Focusing on grievances about immigration, Kickl's FPO has maintained a clear lead in polls for over a year, bolstered by voters' frustration with inflation above the European Union average and Austria's struggling economy.
Chancellor Karl Nehammer's conservative Austrian People's Party (OVP), however, has narrowed the gap to within the margin of error, as the OVP aims to present him as a statesman in contrast to the often abrasive and polarizing Kickl.
"The people are the wind at our backs and the system is our headwind, and the people are always stronger than the system, and we will prove it on Sunday," the 55-year-old Kickl said in a typically populist address at a closing campaign event in front of St. Stephen's Cathedral in the heart of Vienna.

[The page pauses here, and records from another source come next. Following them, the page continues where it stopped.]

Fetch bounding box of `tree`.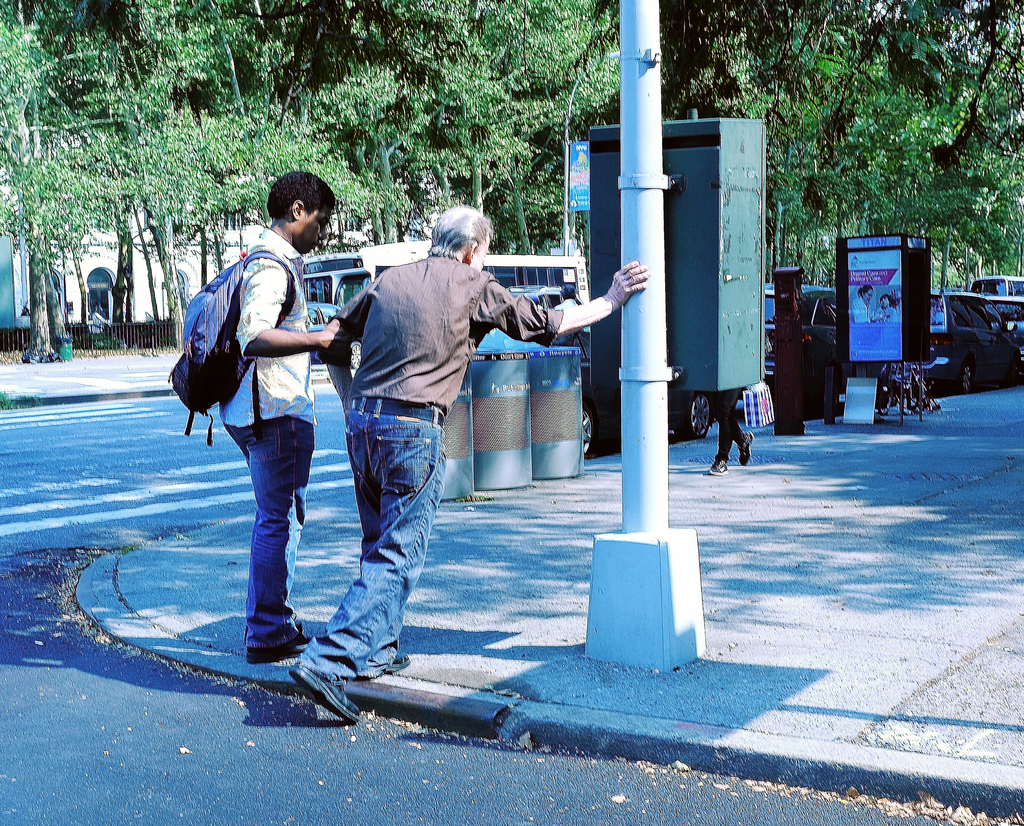
Bbox: crop(328, 0, 480, 303).
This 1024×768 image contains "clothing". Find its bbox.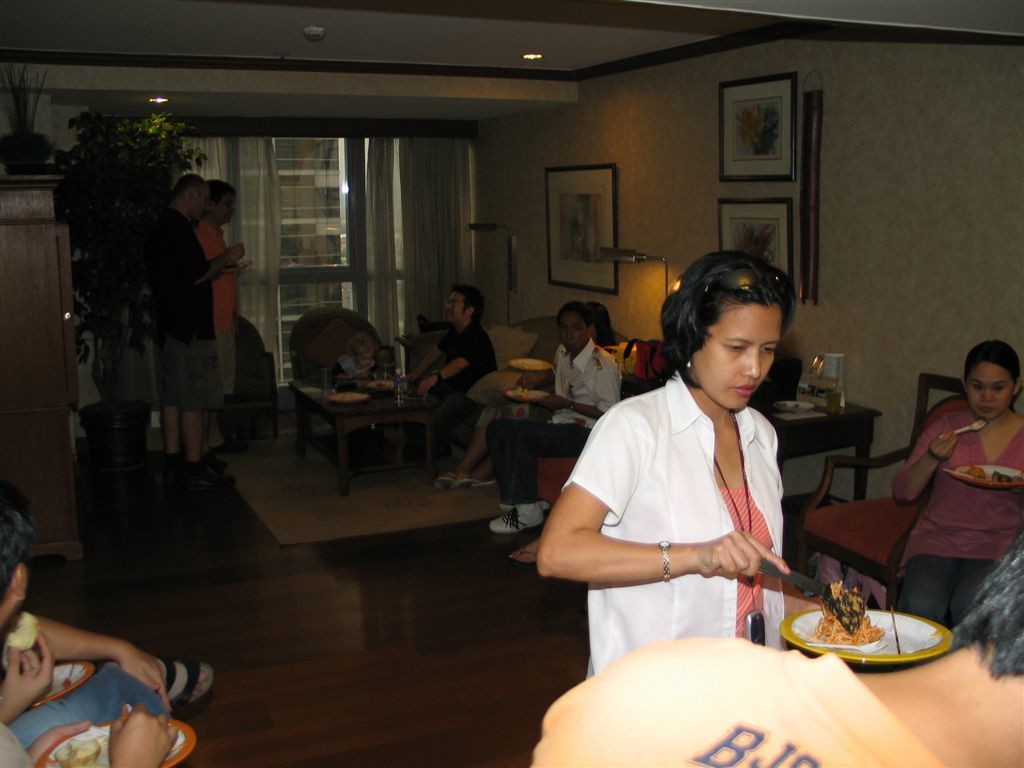
x1=544, y1=338, x2=624, y2=421.
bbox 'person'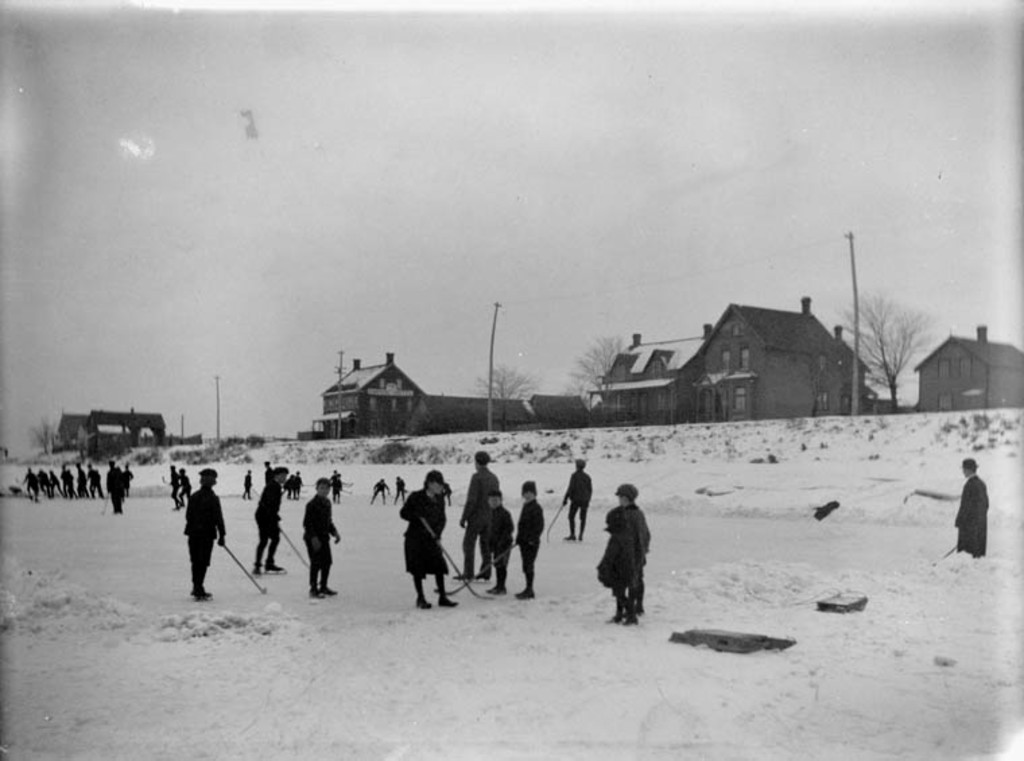
295, 471, 345, 601
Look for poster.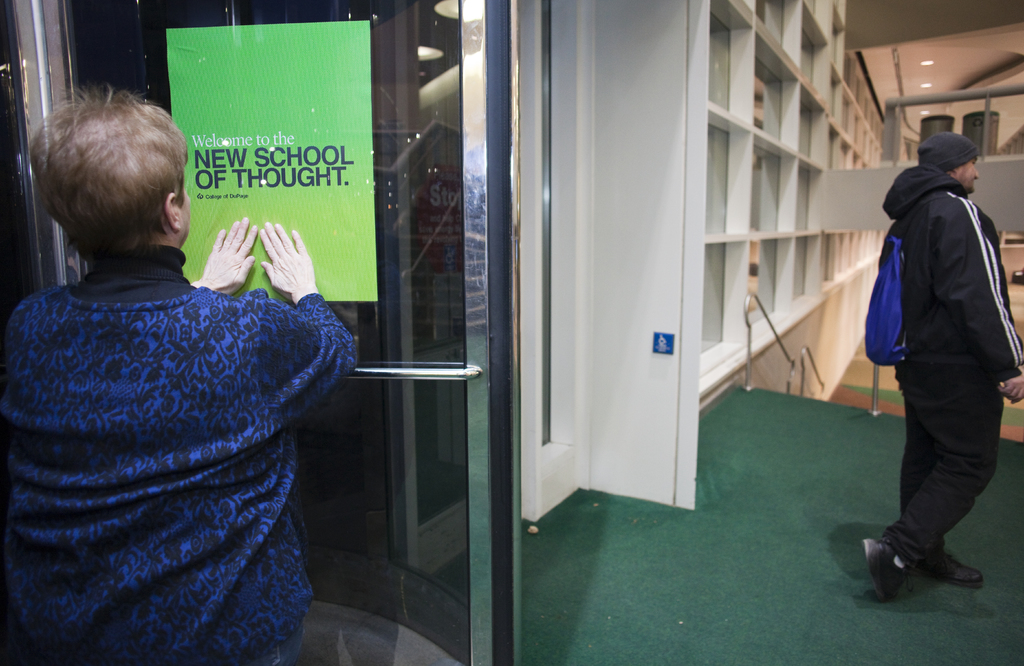
Found: 163 19 376 305.
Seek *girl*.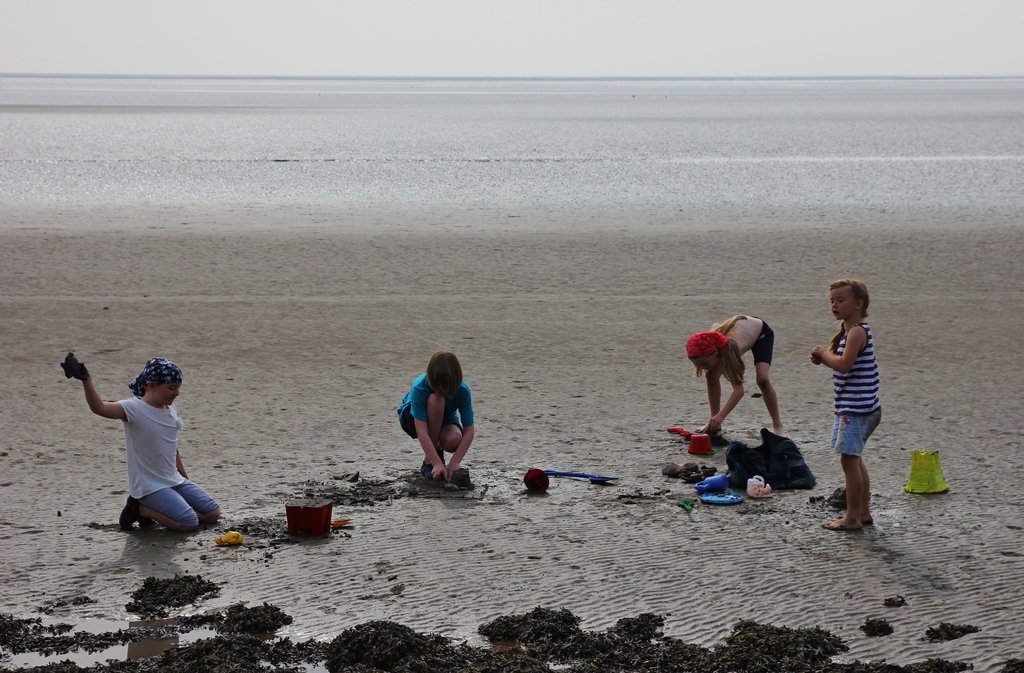
686:312:782:434.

"This time we will be No. 1," he emphasized, highlighting that it would be the first time the party, founded in the 1950s, won a parliamentary election. It secured its first national victory this year when it beat the OVP by less than a percentage point in June's European election.
Although new arrivals have plummeted in the past year, Kickl has pledged tough measures to prevent migrants from entering landlocked Austria, including creating a "Fortress Austria" that would force people back at the border and halting asylum grants.
The FPO and OVP overlap on other aspects of immigration and economic issues, such as tax cuts, but Nehammer has characterized Kickl as an extremist, stating he is open to a coalition with the FPO but that his party will not enter a government with Kickl.
Nehammer himself may have benefited from his management of the response to severe flooding that hit Austria this month.
Whoever wins will fall far short of an absolute majority and will need a coalition partner to form a stable government. The FPO's only apparent option would be the OVP, while the OVP could consider the FPO or potentially form a three-way alliance with the Social Democrats and a smaller party.
In a clear swipe at Kickl, Nehammer told a closing rally that he and his party stand "for the politics of the centre, against the radical, for stability instead of chaos. We do not live off of problems; we solve them."